Bottleneck diagnosis
A specific identification of the one or two points where the system is breaking down. Not a list of twenty things that could be improved — a prioritised finding that explains which constraint, if removed, would produce the most downstream improvement. Almost always simpler than expected.
Attribution analysis
An assessment of whether your current measurement infrastructure can answer the questions that matter: which channels are generating pipeline, what is the CAC by channel, and what is the payback period on each major investment. If it cannot, this section specifies exactly what needs to change to make that possible.
Positioning review
An analysis of whether your current messaging matches the buyer you are trying to reach, at the stage of the funnel where they encounter it. This covers homepage copy, the top three organic landing pages, paid ad creative, and lead nurture email — the places where positioning failures cost the most.
Prioritised fix list
A sequenced list of recommendations ordered by expected impact vs. implementation effort. Specific enough to act on without hiring me for anything else. Each recommendation includes the rationale, the expected outcome, and what success looks like. The document is designed to be handed to a team member or used directly.

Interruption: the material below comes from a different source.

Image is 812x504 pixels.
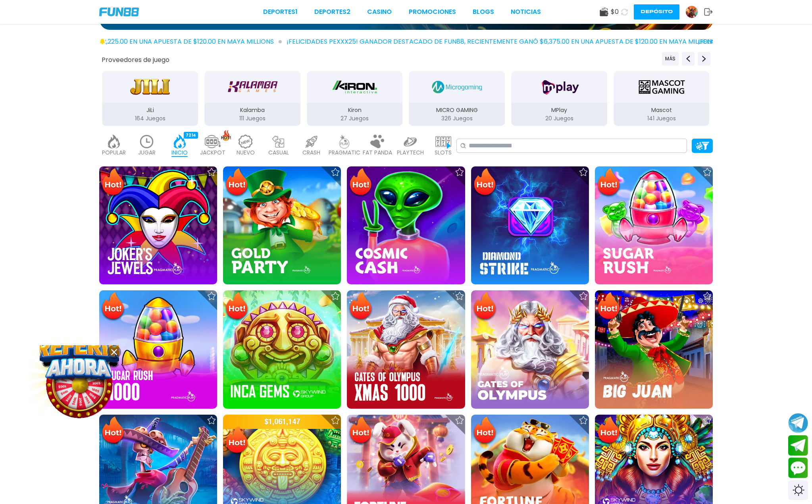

The difference between an audit and a diagnosis.
An audit is a complete inventory of the current state. It tells you what exists, what is working, and what is not. A well-executed audit is genuinely useful — it surfaces things that were invisible before, establishes a shared factual baseline, and creates a record you can return to as a comparison point after changes are made. Most marketing teams should run one every 12–18 months.
A diagnosis goes further. It takes the findings of the audit and answers a different question: given everything that is suboptimal, what is the actual constraint? What is the thing that, if fixed, would cause the most downstream improvement? This distinction matters because a list of twenty issues creates paralysis. A team that does not know what to fix first often fixes nothing, or fixes the wrong things in the wrong order.
The Diagnostic I run produces both. The audit portion establishes the full picture. The diagnostic portion cuts through it to identify the bottleneck — the one or two specific places where the system is breaking down in a way that limits everything else. That is what separates a useful deliverable from a long document that describes problems without telling you what to do about them.
Related reading and resources.
The posts and pages below cover the specific topics the audit touches. If you want to understand what goes into each section before engaging, start here.
Two-week audit. $1,500. Written deliverable.
You submit the application, I review it within 48 hours, and if the fit is right we start within the week. The deliverable arrives at the end of week two. You leave with a specific diagnosis and a sequenced fix list — not a deck to present to your board, but a working document your team can act on.
The Diagnostic is a standalone engagement. Most clients use it to decide what to do next — whether that is a full marketing system rebuild, a targeted fix of the identified bottleneck, or simply a reallocation of existing budget based on what the data shows. It is useful whether or not you hire me for anything afterwards.
2 slots per month. Reviewed within 48 hours. Based in Kamloops, BC — works with companies across North America.